I've just begun reading this book, and its already proving to be one of the best books I've read in a long time. Its called "Slavery by another name" by Doug Blackmon, editor for the Wall Street Journal in Atlanta. Here's a link to it:
Slavery by Another NameIts about a very painful part of American history, the time period from the end of the Civil War until WWII, where even though slavery was abolished via Constitutional Amendment, it persisted through local laws and ordinances against vagrancy. For example, if a black man could not prove he was employed, he could and often was arrested for vagrancy and thrown in the county jail, sometimes years at a time. The county sheriffs would then "lease" these inmates out to various big corporations to pay for their jail fees and expenses. This book concentrates on one such arrest where the man was arrested for vagrancy and then leased to US Steel Corporation to work in their coal mines, very harsh conditions, with high mortality rates.
The author has visited the many grave sites of these men who died working in these company coal mines (Norther companies by the way). Slavery was in essence transferred from being a "southern institution" to a Northern or really an American institution.
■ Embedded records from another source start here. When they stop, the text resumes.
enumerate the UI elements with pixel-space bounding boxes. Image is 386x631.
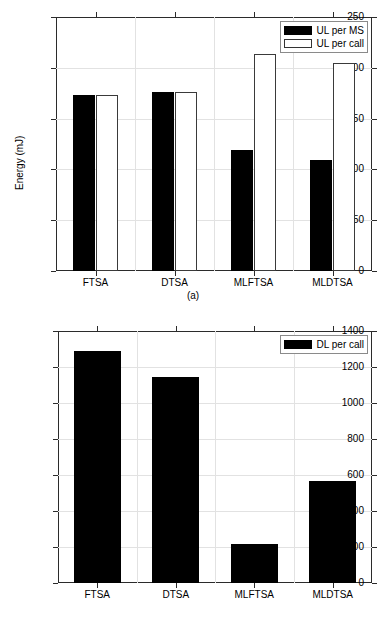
bar	[310, 160, 332, 271]
x-tick-mark	[97, 583, 98, 588]
y-tick-mark-right	[372, 403, 377, 404]
y-tick-mark-right	[372, 17, 377, 18]
y-tick-label: 800	[347, 434, 364, 444]
gridline-vertical	[293, 17, 294, 271]
gridline-vertical	[294, 331, 295, 583]
x-tick-mark	[333, 271, 334, 276]
bar	[333, 63, 355, 271]
x-tick-mark-top	[333, 326, 334, 331]
y-tick-mark-right	[372, 439, 377, 440]
y-tick-mark-right	[372, 119, 377, 120]
bar	[254, 54, 276, 271]
y-tick-label: 0	[358, 578, 364, 588]
y-tick-mark	[53, 583, 58, 584]
x-tick-mark-top	[333, 12, 334, 17]
x-tick-mark-top	[175, 12, 176, 17]
y-tick-mark-right	[372, 475, 377, 476]
y-tick-mark	[53, 367, 58, 368]
y-tick-mark	[51, 271, 56, 272]
x-tick-mark	[175, 271, 176, 276]
y-tick-mark-right	[372, 169, 377, 170]
x-tick-mark-top	[254, 326, 255, 331]
x-tick-mark-top	[254, 12, 255, 17]
y-tick-mark	[53, 439, 58, 440]
y-tick-mark	[51, 17, 56, 18]
legend-swatch-icon	[284, 26, 312, 35]
bar	[175, 92, 197, 271]
y-tick-mark	[51, 169, 56, 170]
legend-entry[interactable]: DL per call	[284, 338, 364, 351]
legend-label: DL per call	[317, 340, 364, 350]
chart-panel-b: Energy (mJ) 0200400600800100012001400 FT…	[0, 312, 386, 631]
legend-entry[interactable]: UL per call	[284, 37, 364, 50]
bar	[74, 351, 121, 583]
gridline-vertical	[214, 17, 215, 271]
y-tick-label: 1000	[342, 398, 364, 408]
y-tick-mark	[53, 331, 58, 332]
y-tick-mark-right	[372, 331, 377, 332]
x-tick-mark	[254, 583, 255, 588]
x-tick-mark	[96, 271, 97, 276]
y-tick-mark	[53, 511, 58, 512]
plot-area-b: 0200400600800100012001400 FTSADTSAMLFTSA…	[58, 331, 372, 583]
gridline-vertical	[137, 331, 138, 583]
y-tick-mark-right	[372, 547, 377, 548]
x-tick-label: MLFTSA	[235, 589, 274, 600]
chart-panel-a: Energy (mJ) 050100150200250 FTSADTSAMLFT…	[0, 0, 386, 310]
bar	[309, 481, 356, 583]
legend-label: UL per MS	[317, 26, 364, 36]
x-tick-label: MLFTSA	[234, 277, 273, 288]
legend-b[interactable]: DL per call	[280, 335, 368, 354]
panel-caption-a: (a)	[0, 290, 386, 301]
gridline-vertical	[215, 331, 216, 583]
y-axis-title-a: Energy (mJ)	[14, 136, 25, 190]
legend-label: UL per call	[317, 39, 364, 49]
y-tick-mark	[53, 403, 58, 404]
y-tick-mark	[51, 68, 56, 69]
y-tick-mark-right	[372, 511, 377, 512]
x-tick-mark	[176, 583, 177, 588]
x-tick-mark-top	[176, 326, 177, 331]
bar	[152, 92, 174, 271]
x-tick-mark	[333, 583, 334, 588]
y-tick-label: 600	[347, 470, 364, 480]
x-tick-label: FTSA	[84, 589, 110, 600]
y-tick-mark	[51, 220, 56, 221]
bar	[231, 544, 278, 583]
plot-area-a: 050100150200250 FTSADTSAMLFTSAMLDTSA UL …	[56, 17, 372, 271]
figure: Energy (mJ) 050100150200250 FTSADTSAMLFT…	[0, 0, 386, 631]
x-tick-mark	[254, 271, 255, 276]
bar	[96, 95, 118, 271]
x-tick-label: MLDTSA	[312, 589, 353, 600]
y-tick-mark	[53, 547, 58, 548]
y-tick-mark-right	[372, 367, 377, 368]
legend-a[interactable]: UL per MSUL per call	[280, 21, 368, 53]
y-tick-label: 1200	[342, 362, 364, 372]
y-tick-mark	[53, 475, 58, 476]
bar	[73, 95, 95, 271]
y-tick-mark-right	[372, 220, 377, 221]
legend-swatch-icon	[284, 340, 312, 349]
bar	[231, 150, 253, 271]
y-tick-mark	[51, 119, 56, 120]
x-tick-mark-top	[97, 326, 98, 331]
y-tick-mark-right	[372, 68, 377, 69]
y-tick-label: 0	[358, 266, 364, 276]
legend-entry[interactable]: UL per MS	[284, 24, 364, 37]
y-tick-mark-right	[372, 271, 377, 272]
gridline-vertical	[135, 17, 136, 271]
y-tick-mark-right	[372, 583, 377, 584]
legend-swatch-icon	[284, 39, 312, 48]
x-tick-mark-top	[96, 12, 97, 17]
x-tick-label: DTSA	[161, 277, 188, 288]
bar	[152, 377, 199, 583]
x-tick-label: DTSA	[162, 589, 189, 600]
x-tick-label: MLDTSA	[312, 277, 353, 288]
x-tick-label: FTSA	[83, 277, 109, 288]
Although I haven't finished the book yet, it seems that WWII finally put the brakes on this practice when the West criticized Hitler for his treatment of the Jews and Hitler, rightly, deflected their moral criticism of him by criticizing the US continued disparaging treatment of its black citizens.
So far, the book is well written and a detailed account of a part of American history that most are not aware of and would rather be forgotten by those who are. It certainly sheds light on the subsequent rise of the civil rights movement and attack against the "separate but equal" culture in the U.S. It also shows how there is much less time between slavery and freedom than I was aware of. I hate the fact that I was so ignorant.
It also makes one wonder how a new depression or resource wars would play out again here, or anywhere else, when a country has many unemployed or the need for cheap labor. To this day, Arkansas prisons continue to work farms and basic production for sale in the open market.